In an interview published in the current issue of Milling & Baking News, longtime miller Donald L. Mennel states a simple truth: “If we’re going to feed the populations of the world going forward, we’re going to have to have biotech wheat.”

As difficult as it is to imagine a long-term future in which bioengineered wheat is not introduced, the path to commercialization has proven anything but simple. Developments in recent months have cast a spotlight on some of the reasons progress has been slow. A lawsuit by Syngenta Seeds against Bunge North America has cast a harsh light on differences between those who market bioengineered seed and those who handle grain in the marketplace.


A battle earlier this year between the U.S. milling industry and Syngenta over a corn amylase trait has highlighted a number of questions, particularly regarding responsibility in the event that seed such as Syngenta’s Enogen (developed for the ethanol business) were to enter the food supply. These serious developments give credence to a recent plea by Roger N. Beachy, president emeritus of the Donald Danforth Plant Science Center in St. Louis.

In June testimony before a House subcommittee, Dr. Beachy called for an overhaul of the regulatory structure for the commercialization of bioengineered crops. Dr. Beachy, who currently serves as director of the National Institute for Food and Agriculture, said the current rules date from the 1980s when the biotech industry was new and before an impressive safety track record had been established. While he focused principally on the costliness of the current structure, it is equally true rules and policies need to be thoroughly reexamined in light of the significant changes that have transpired in world grain handling channels over the past generation and the specific problems that have emerged in 2011.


◆ **Goal of the exercise**
Which lines below contain the word "title"? Copy each one.

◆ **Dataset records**
-- Opening Marker --

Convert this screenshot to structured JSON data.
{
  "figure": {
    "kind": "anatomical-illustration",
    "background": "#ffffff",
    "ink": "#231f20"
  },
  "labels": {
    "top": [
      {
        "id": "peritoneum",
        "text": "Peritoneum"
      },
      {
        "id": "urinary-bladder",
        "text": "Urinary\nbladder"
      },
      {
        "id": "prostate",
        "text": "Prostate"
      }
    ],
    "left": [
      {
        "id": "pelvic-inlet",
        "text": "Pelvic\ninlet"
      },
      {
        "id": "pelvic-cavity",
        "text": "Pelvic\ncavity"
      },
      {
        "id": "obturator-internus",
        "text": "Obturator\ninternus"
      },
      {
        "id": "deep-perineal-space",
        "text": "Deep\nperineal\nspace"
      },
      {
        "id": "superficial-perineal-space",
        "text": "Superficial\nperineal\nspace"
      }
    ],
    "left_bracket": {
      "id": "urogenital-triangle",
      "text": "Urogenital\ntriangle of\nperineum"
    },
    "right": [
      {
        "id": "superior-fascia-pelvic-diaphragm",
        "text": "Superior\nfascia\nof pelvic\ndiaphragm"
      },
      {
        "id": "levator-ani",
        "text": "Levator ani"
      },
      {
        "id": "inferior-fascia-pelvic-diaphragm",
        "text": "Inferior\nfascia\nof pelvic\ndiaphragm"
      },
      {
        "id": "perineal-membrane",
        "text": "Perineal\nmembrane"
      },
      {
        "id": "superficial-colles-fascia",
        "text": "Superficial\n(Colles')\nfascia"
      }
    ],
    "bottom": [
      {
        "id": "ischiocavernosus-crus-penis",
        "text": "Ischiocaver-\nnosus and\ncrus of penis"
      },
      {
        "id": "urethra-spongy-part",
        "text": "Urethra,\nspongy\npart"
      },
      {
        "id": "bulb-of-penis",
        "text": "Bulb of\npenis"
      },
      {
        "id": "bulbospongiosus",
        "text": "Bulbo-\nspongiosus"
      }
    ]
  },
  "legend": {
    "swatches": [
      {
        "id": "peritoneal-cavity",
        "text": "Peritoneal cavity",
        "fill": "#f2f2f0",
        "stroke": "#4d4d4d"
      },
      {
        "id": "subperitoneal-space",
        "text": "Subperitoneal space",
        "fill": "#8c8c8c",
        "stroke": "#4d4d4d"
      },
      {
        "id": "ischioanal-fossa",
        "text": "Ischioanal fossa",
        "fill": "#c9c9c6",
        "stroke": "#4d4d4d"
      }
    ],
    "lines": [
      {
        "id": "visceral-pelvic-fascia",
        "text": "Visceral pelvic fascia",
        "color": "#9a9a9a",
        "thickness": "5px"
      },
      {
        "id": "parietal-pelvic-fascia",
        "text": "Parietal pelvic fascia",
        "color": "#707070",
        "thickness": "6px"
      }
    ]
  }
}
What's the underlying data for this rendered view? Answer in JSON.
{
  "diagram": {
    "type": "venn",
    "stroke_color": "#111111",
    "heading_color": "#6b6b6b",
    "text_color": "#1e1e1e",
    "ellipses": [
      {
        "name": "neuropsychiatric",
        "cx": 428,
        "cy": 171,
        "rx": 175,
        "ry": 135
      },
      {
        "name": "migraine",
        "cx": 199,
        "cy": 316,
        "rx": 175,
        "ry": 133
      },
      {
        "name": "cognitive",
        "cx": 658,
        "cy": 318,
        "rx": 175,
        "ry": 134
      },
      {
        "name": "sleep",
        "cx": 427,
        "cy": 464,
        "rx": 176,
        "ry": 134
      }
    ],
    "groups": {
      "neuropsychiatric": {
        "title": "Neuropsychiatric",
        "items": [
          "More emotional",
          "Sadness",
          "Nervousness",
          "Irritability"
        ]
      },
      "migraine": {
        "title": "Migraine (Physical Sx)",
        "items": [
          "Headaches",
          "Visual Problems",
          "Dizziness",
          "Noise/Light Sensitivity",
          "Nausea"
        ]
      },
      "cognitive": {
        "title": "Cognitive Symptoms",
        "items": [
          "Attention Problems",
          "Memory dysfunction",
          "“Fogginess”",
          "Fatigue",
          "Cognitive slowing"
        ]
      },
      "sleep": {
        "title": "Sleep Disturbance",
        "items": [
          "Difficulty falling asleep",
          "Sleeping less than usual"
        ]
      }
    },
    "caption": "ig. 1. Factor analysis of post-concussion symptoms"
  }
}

-- Closing Marker --

◆ **Exercise response**
        "title": "Neuropsychiatric",
        "title": "Migraine (Physical Sx)",
        "title": "Cognitive Symptoms",
        "title": "Sleep Disturbance",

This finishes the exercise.